This jump in styles is going to sound lousy in the February playlist.
I tend to listen to music that no one else I know listens to. Sometimes I'll admit it's on purpose, that I purposefully seek out artists no one knows about, but other times I'll say that I just seem to be naturally drawn to music that I have never heard of before from anyone. I didn't think about it too deeply until I stumbled back onto this song in my playlist and it dawned on me.

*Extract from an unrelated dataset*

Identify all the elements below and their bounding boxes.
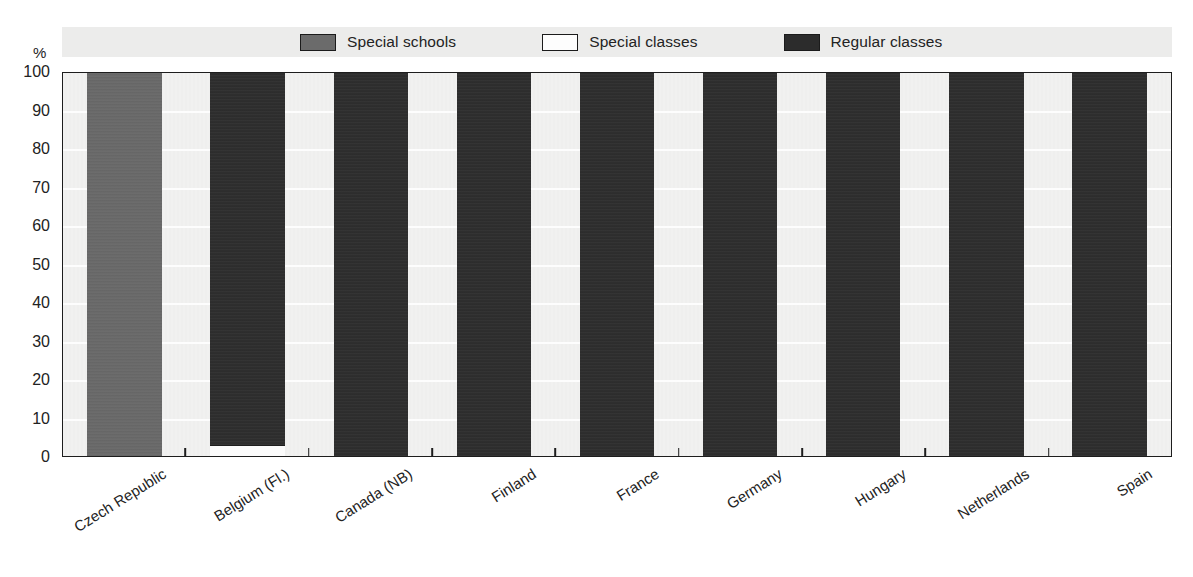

Popular music is used so often in other mediums that it's almost impossible to not have your memory of the song co-opted in some way. There was a time that listening to Jacksonville made me think of sunny days driving around with ex-girlfriends, of feeling alive by myself and enjoying the wind blowing through my hair. Now when I hear it, I think, oh, they used that other Sufjan song (Chicago) in Little Miss Sunshine. Now I associate Sufjan Stevens with a so-so indie movie that got eighty billion Oscar nominations. Is that fair?
I guess this is also why it's hard for me to accept and even begin to appreciate recommendations from people I know personally. (Aside from the fact that recommending that I listen to MGMT is pretty stupid.) I don't want to listen to something I already associate with a person. I want to create my own interpretation, independent of everyone else. I'm creating my own memories.
This is going to make me sound pretentious (which I am, obviously, I run a website where I write nonsense for everyone to read and ask people to read it and say 'hey hey look at me isn't my taste awesome?'), but it also just blows when music gets popular, period. I remember digging this album and then six months later suddenly it was getting played at the houses of people I didn't respect. Nothing can ruin music more than a bunch of shitty people listening to it because it's suddenly popular in some scene. Now I associate Sufjan Stevens with greasy date-rapist Mexican assholes. Thanks, popularity.
Recommendations from the internet is different. Everyone listens to everything on the internet, you're not going to listen to something that at least five people currently on the internet haven't already heard (or are currently listening to), but everyone is faceless and you don't know anything about them. You can associate a recommendation with a name, but there aren't already memories there about that person. Yay, internet.
Song Note: This song is about the underground railroad. Yay!